Dundee United’s return to the top flight of Scottish football, aided generously by their Dens Park neighbours’ voting farrago, is great news for the Scottish game.
Forget not winning the title on the pitch, because they were always going to.
Their lead was pretty much unassailable and they were the best team in the league by a distance.
Mark Ogren, their American owner, means business, as can be seen by the level of his investment and his brutal severing of relations last week with a fans group who wouldn’t bend to his wishes and put their money into the club.
The previous chairman, Stephen Thompson, for whatever his faults, would never have so publicly cut down a body representing a sizeable number of supporters.
The American though, despite his general jolly, and hail-fellow-well-met demeanour, is not in Scottish football just for fun.
He has openly declared he thinks he can make money; and that cant be done in the Championship backwater where every penny is a prisoner.
United’s return to the top after four agonising years comes as a massive relief to the sixth largest fan base in Scotland.
A support which has backed the club in huge numbers on miserable days and nights the length of the country can now enjoy tilts against the best, with visits from Celtic, Aberdeen and Hibs whetting the appetite, rather than the fare on offer in Scotland’s second tier.

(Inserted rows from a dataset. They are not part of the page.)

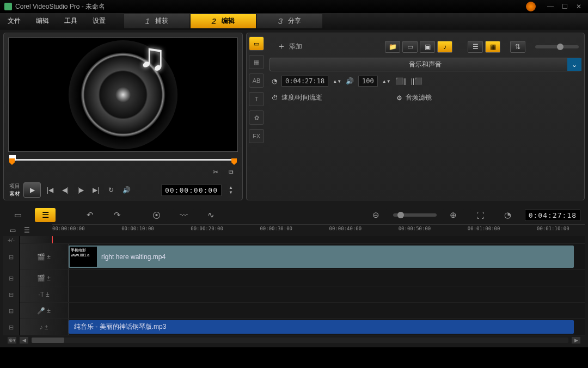  I want to click on step-capture: 1捕获, so click(157, 21).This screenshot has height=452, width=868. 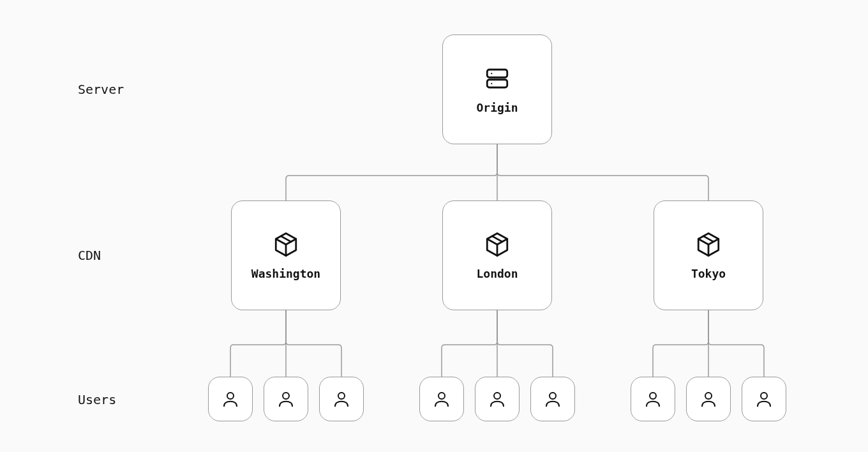 What do you see at coordinates (497, 79) in the screenshot?
I see `server-icon` at bounding box center [497, 79].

The top league needs United and United need the top league.
That’s not an arrogant boast.
The Premiership needs all its big clubs with big potential.
Dundee, Dunfermline and Falkirk should all be there.
In a country the size of Scotland we have neither the number of clubs nor population to afford the luxury of excluding our best-supported teams from the best league in the country.
Over many seasons now the greedy need for fewer clubs to share the big pot of prize money has witnessed a drift of fans – and the loss of perhaps a generation of potential regular attenders – at those clubs excluded from the top flight.
It’s much harder to persuade a son, or daughter, or a pal to come along on a bitter winter’s day to see the small clubs than it is for the visit of the bigger outfits with a large travelling support, creating a proper football atmosphere.
That’s not having a go at the small clubs, many of whom are better run than their bigger rivals, nor is it arguing against merit; but it is stating a simple fact that clubs with good potential support can lose a lot of it permanently after a lengthy period outside the big league.
An extended league, and certainly larger than the currently proposed fourteen, is needed to allow clubs the chance to breathe, without fear of being immediately choked in a relegation struggle.
For the moment though, for United and their fans, that’s a concern for another day.
For now they can concentrate on enjoying the delights of Shankland and Appere and co. next season, playing where their talents can be best appreciated.